I let my head fall back against the door and closed my eyes, breathing in the lingering traces of his body wash in the air. Some masochistic part of me wondered if he was still standing out there, separated from me by nothing but three inches of wood and an ocean of unspoken words. Like the night I’d been assaulted, I pressed my palm to the door while Scarlett’s voice echoed in my head.“Every action says that he’s in love with you.”
God help me, but I was starting to think she might be right.
So, why did it feel like the closer he got to love, the harder he pushed it away?
42
BLAKE
“How’d it go, Romeo?”
Scarlett leaned against my kitchen counter like she owned the place, sipping water with an expression that said she’d been waiting for me. Perfect. Just what I needed.
“That well, huh?” She actually patted me on the chest as she passed by. The casual familiarity was jarring. Most people knew better than to touch me, but apparently, Scarlett hadn’t gotten that memo.
“I screwed everything up.” Clearly, I was more rattled than I’d thought, spewing this out to a woman I didn’t know.
“If it makes you feel any better,” she said, examining her nails with exaggerated casualness, “she said it was the best orgasm of her life.”
I leveled my best glare at her. The one that made my interns squirm. She just grinned wider.
“We are not having this conversation.” I pushed past her to the fridge, grabbing a beer. “I don’t know you well enough to have this conversation.”
“I don’t think so.” She plucked the beer from my hand and set it on the counter with all the authority of a kindergarten teacherconfiscating contraband. “No drowning your sorrows until after we talk.”
“We’re not talking.”
“Agree to disagree. You need to talk to someone.”
“I have friends for that,” I said, grabbing my beer, holding her gaze, and taking a long pull.
“Ryker.” She cocked her head. “You and I both know you can’t talk to him about this.”
I ran a hand over my face. I didn’t want to tell Jace, Axel, or Knox either. They could tell Ryker. And, hell, Knox was in prison. Let me show up with my little problems in life when the guy was fighting for his.
“I’ve never seen Tessa this angry,” I admitted.
“Exactly.” Scarlett’s eyes sparkled with something that looked dangerously like insight. “She’s angry because she has feelings, and when Tessa doesn’t want to have feelings, she lashes out. Like a tiny, angry Chihuahua.”
The mental image of Tessa as an angry Chihuahua nearly made me smile.
“I don’t want it to be like this between us,” I admitted. “I want things to go back to normal.”
“Which normal?” She cocked her head. “The one where you both pretend you don’t have feelings for each other? Because I gotta tell you, that ship has sailed, capsized, and is currently hanging out with theTitanic.”
“I don’t know you well enough?—”
“To have this conversation. Yes, you mentioned that.” She waved away my protest like an annoying fly. “And yet here you are, looking like someone kicked your puppy, which means you’re terrified of losing Tessa.”
Damn it. She was right. I hated that she was right.
“Can I give you some advice?”
“No, I’m good.” I went to take another sip, but this woman, this fucking woman, snatched it out of my hand.
“Lucky for you, I’m feeling generous.” She hopped up onto my counter—actually hopped up onto my counter like it was a chair—and settled in like she was preparing to dispense wisdom. “You have exactly one get-out-of-jail-free card that’ll make this all better. It’ll be like magic pixie dust that erases everything that happened.”
I pinched the bridge of my nose. “And what, pray tell, is that?”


WHAT YOU SHOULD DO
Search the data below, and report every line in which "item" occurs.

Source data:
##########
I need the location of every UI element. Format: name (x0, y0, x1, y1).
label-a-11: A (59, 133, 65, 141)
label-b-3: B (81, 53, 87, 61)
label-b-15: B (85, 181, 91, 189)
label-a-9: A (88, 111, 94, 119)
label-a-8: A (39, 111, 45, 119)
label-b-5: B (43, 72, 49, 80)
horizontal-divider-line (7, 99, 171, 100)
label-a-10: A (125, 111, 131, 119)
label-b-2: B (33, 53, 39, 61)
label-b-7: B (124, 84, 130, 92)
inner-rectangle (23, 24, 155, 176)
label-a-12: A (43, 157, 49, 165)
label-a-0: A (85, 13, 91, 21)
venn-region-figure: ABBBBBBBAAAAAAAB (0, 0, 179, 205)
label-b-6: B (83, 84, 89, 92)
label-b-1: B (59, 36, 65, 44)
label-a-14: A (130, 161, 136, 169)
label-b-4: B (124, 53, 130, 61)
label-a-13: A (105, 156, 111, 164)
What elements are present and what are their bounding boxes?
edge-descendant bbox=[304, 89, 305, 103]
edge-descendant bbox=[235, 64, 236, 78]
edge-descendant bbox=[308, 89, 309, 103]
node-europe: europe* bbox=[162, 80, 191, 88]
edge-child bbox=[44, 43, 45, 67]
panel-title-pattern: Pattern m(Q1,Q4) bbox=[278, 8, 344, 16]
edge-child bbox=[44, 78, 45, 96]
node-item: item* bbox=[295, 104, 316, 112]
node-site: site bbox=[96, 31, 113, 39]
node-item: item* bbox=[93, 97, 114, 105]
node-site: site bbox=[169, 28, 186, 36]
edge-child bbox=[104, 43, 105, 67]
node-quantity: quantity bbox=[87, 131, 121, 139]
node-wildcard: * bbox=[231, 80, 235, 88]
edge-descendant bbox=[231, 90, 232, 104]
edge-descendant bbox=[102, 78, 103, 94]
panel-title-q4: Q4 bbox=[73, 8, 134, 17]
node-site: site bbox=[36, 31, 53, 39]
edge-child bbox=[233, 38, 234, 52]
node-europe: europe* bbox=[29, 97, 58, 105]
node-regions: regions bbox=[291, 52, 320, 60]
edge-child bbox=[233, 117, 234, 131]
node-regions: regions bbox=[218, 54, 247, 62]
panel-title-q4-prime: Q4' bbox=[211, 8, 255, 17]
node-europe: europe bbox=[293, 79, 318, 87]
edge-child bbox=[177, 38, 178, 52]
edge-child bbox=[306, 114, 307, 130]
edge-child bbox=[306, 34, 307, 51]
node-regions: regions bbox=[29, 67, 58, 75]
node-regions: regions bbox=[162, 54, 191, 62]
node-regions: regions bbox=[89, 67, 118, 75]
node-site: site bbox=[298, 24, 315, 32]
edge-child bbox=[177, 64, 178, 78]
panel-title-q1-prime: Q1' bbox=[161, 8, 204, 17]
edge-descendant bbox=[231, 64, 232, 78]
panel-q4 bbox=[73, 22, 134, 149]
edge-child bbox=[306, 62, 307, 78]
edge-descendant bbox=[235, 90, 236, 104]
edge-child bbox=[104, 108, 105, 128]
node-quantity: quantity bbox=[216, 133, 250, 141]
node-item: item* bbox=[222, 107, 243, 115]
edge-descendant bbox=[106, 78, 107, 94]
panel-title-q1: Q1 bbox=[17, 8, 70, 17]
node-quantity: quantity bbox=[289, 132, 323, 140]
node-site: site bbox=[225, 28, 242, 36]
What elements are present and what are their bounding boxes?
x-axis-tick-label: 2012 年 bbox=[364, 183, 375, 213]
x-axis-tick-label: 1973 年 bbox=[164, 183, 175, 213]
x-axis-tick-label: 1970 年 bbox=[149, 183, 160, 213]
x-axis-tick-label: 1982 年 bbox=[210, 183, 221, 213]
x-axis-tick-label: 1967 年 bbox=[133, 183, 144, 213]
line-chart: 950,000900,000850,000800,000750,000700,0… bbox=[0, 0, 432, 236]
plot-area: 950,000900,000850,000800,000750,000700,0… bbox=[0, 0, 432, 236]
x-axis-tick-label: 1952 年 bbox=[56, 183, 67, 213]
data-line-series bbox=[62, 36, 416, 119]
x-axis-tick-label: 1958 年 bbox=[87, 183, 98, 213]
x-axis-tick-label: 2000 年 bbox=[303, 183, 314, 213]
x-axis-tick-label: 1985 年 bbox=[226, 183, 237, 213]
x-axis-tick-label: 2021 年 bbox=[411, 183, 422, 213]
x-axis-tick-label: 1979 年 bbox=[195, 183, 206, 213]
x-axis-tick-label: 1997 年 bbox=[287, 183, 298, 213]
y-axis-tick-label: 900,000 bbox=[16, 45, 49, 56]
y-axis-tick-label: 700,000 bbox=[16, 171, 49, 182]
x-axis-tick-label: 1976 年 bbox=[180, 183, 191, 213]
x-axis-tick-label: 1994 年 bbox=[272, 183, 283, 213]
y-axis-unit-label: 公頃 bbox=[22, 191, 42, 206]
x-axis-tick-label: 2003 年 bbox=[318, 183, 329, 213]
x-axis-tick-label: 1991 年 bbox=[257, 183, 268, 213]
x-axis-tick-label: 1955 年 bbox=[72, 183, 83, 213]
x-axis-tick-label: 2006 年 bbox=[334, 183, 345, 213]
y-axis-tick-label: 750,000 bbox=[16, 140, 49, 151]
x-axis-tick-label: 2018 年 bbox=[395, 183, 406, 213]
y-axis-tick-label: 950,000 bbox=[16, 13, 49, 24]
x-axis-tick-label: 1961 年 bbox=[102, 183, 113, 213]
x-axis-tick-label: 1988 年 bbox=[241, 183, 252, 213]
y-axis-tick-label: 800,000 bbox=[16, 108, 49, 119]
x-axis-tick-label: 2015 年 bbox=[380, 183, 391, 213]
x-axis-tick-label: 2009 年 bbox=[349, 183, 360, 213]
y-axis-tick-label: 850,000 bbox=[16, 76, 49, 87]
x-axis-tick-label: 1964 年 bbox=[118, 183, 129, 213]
##########
RESULT FOR THIS TASK
node-item: item* bbox=[295, 104, 316, 112]
node-item: item* bbox=[93, 97, 114, 105]
node-item: item* bbox=[222, 107, 243, 115]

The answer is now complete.